Dr. Linda Malcor has long sought to associate the Scythian Sword of Area of Herodotus 4:62 with Arthur's sword.  Unfortunately, there is no relationship between a sword stuck in variously a pile of sticks or the ground and the taking of Arthur's sword from an anvil on a stone.  In the story of Attila and the sword, the great king of the Huns is gien the sword by a shepherd; he does not draw it forth from the cow pasture himself.  

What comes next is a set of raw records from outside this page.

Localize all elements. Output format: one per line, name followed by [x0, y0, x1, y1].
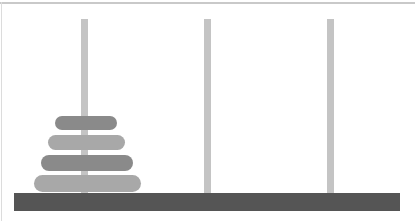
frame-left-rule: [1, 2, 2, 221]
base-bar: [14, 193, 400, 211]
tower-of-hanoi-canvas: [0, 0, 415, 221]
disk-1-smallest[interactable]: [55, 116, 117, 130]
frame-top-rule: [0, 2, 415, 4]
disk-2[interactable]: [48, 135, 125, 150]
disk-4-largest[interactable]: [34, 175, 141, 192]
disk-3[interactable]: [41, 155, 133, 171]
peg-2[interactable]: [204, 19, 211, 193]
peg-3[interactable]: [327, 19, 334, 193]
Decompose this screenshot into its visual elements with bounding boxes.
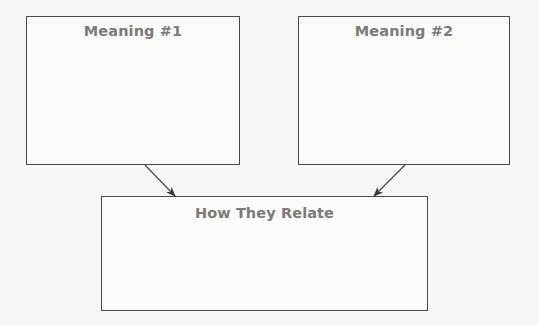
- meaning-1-title: Meaning #1: [27, 23, 239, 39]
- arrow-meaning-2-to-relation: [374, 165, 405, 196]
- meaning-1-box: Meaning #1: [26, 16, 240, 165]
- arrow-meaning-1-to-relation: [145, 165, 175, 196]
- meaning-2-title: Meaning #2: [299, 23, 509, 39]
- how-they-relate-title: How They Relate: [102, 205, 427, 221]
- how-they-relate-box: How They Relate: [101, 196, 428, 311]
- meaning-2-box: Meaning #2: [298, 16, 510, 165]
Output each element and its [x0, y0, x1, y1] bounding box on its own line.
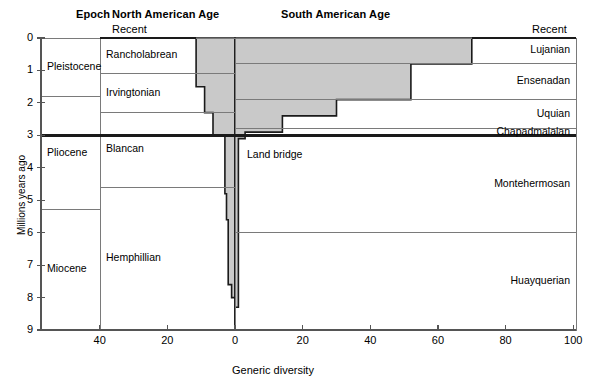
x-tick-label: 100: [560, 334, 586, 346]
x-tick-label: 20: [154, 334, 180, 346]
x-tick-label: 80: [493, 334, 519, 346]
x-tick-label: 40: [357, 334, 383, 346]
sa-age-label-ensenadan: Ensenadan: [0, 74, 570, 86]
na-age-label-hemphillian: Hemphillian: [106, 251, 161, 263]
annotation-land-bridge: Land bridge: [247, 148, 302, 160]
y-tick-label: 5: [19, 193, 33, 205]
epoch-label-pleistocene: Pleistocene: [47, 60, 101, 72]
y-tick-label: 6: [19, 226, 33, 238]
na-age-label-irvingtonian: Irvingtonian: [106, 86, 160, 98]
sa-age-label-uquian: Uquian: [0, 107, 570, 119]
figure-root: Epoch North American Age South American …: [0, 0, 609, 386]
x-tick-label: 0: [222, 334, 248, 346]
x-tick-label: 40: [87, 334, 113, 346]
y-tick-label: 8: [19, 291, 33, 303]
x-tick-label: 20: [290, 334, 316, 346]
chart-canvas: [0, 0, 609, 386]
y-tick-label: 9: [19, 323, 33, 335]
na-age-label-blancan: Blancan: [106, 142, 144, 154]
epoch-label-pliocene: Pliocene: [47, 146, 87, 158]
sa-age-label-chapadmalalan: Chapadmalalan: [0, 125, 570, 137]
sa-age-label-montehermosan: Montehermosan: [0, 177, 570, 189]
x-tick-label: 60: [425, 334, 451, 346]
y-tick-label: 0: [19, 31, 33, 43]
y-tick-label: 4: [19, 161, 33, 173]
epoch-label-miocene: Miocene: [47, 262, 87, 274]
y-tick-label: 7: [19, 258, 33, 270]
sa-age-label-huayquerian: Huayquerian: [0, 274, 570, 286]
sa-age-label-lujanian: Lujanian: [0, 43, 570, 55]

Here is the account of Herodotus:

Such is their way of sacrificing to all other gods and such are the beasts offered; but their sacrifices to Ares are on this wise. Every district in each of the governments has in it a building sacred to Ares, to wit, a pile of fagots of sticks three furlongs broad and long, but of a less height, on the top of which there is a flattened four-sided surface; three of its sides are sheer, but the fourth can be ascended. In every year an hundred and fifty wagon-loads of sticks are heaped upon this; for the storms of winter ever make it sink down. On this pile there is set for each people an ancient scimitar of iron, which is their image of Ares; to this scimitar they bring yearly sacrifice of sheep and goats and horses, offering to these symbols even more than they do to the other gods. Of all their enemies that they take alive, they sacrifice one man in every hundred, not according to their fashion of sacrificing sheep and goats, but differently. They pour wine on the men's heads and cut their throats over a vessel; then they carry the blood up on to the pile of sticks and pour it on the scimitar. So they carry the blood aloft, but below by the sacred building they cut off the slain men's right arms and hands and throw these into the air, and presently depart when they have sacrificed the rest of the victims; the arm lies where it has fallen, and the body apart from it.

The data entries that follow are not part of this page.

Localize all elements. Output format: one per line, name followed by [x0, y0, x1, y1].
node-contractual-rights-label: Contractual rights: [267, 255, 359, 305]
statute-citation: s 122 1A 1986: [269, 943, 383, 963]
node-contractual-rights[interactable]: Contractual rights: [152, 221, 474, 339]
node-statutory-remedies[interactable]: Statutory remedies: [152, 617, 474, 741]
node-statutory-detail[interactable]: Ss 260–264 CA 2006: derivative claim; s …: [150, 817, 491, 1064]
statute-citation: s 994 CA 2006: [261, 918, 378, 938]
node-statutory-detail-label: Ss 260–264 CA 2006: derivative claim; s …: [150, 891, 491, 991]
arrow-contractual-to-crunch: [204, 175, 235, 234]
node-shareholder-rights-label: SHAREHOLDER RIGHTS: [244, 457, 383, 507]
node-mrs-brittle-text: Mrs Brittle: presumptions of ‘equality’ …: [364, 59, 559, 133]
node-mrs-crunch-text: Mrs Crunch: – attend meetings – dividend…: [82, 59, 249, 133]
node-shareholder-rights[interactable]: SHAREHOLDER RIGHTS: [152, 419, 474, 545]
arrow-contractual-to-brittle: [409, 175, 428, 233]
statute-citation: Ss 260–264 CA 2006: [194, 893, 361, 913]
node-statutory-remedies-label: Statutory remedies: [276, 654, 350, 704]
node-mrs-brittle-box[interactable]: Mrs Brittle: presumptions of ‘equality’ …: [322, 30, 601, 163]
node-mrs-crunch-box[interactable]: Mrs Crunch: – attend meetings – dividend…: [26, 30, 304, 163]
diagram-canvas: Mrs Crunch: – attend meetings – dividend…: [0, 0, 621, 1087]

Ammianus condenses the account considerably in Book 31:2 -

No temple or shrine is to be found among them, not so much as a hut thatched with straw, but their savage custom is to stick a naked sword in the earth and worship it as the god of war, the presiding deity of the regions over which they range

A still later account is found in Jordanes, where we are told of Attila the Hun finding the weapon:

And though his temper was such that he always had great self-confidence, yet his assurance was increased by finding the sword of Mars, always esteemed sacred among the kings of the Scythians. The historian Priscus says it was discovered under the following circumstances: "When a certain shepherd beheld one heifer of his flock limping and could find no cause for this wound, he anxiously followed the trail of blood and at length came to a sword it had unwittingly trampled while nibbling the grass. He dug it up and took it straight to Attila. He rejoiced at this gift and, being ambitious, thought he had been appointed ruler of the whole world, and that through the sword of Mars supremacy in all wars was assured to him.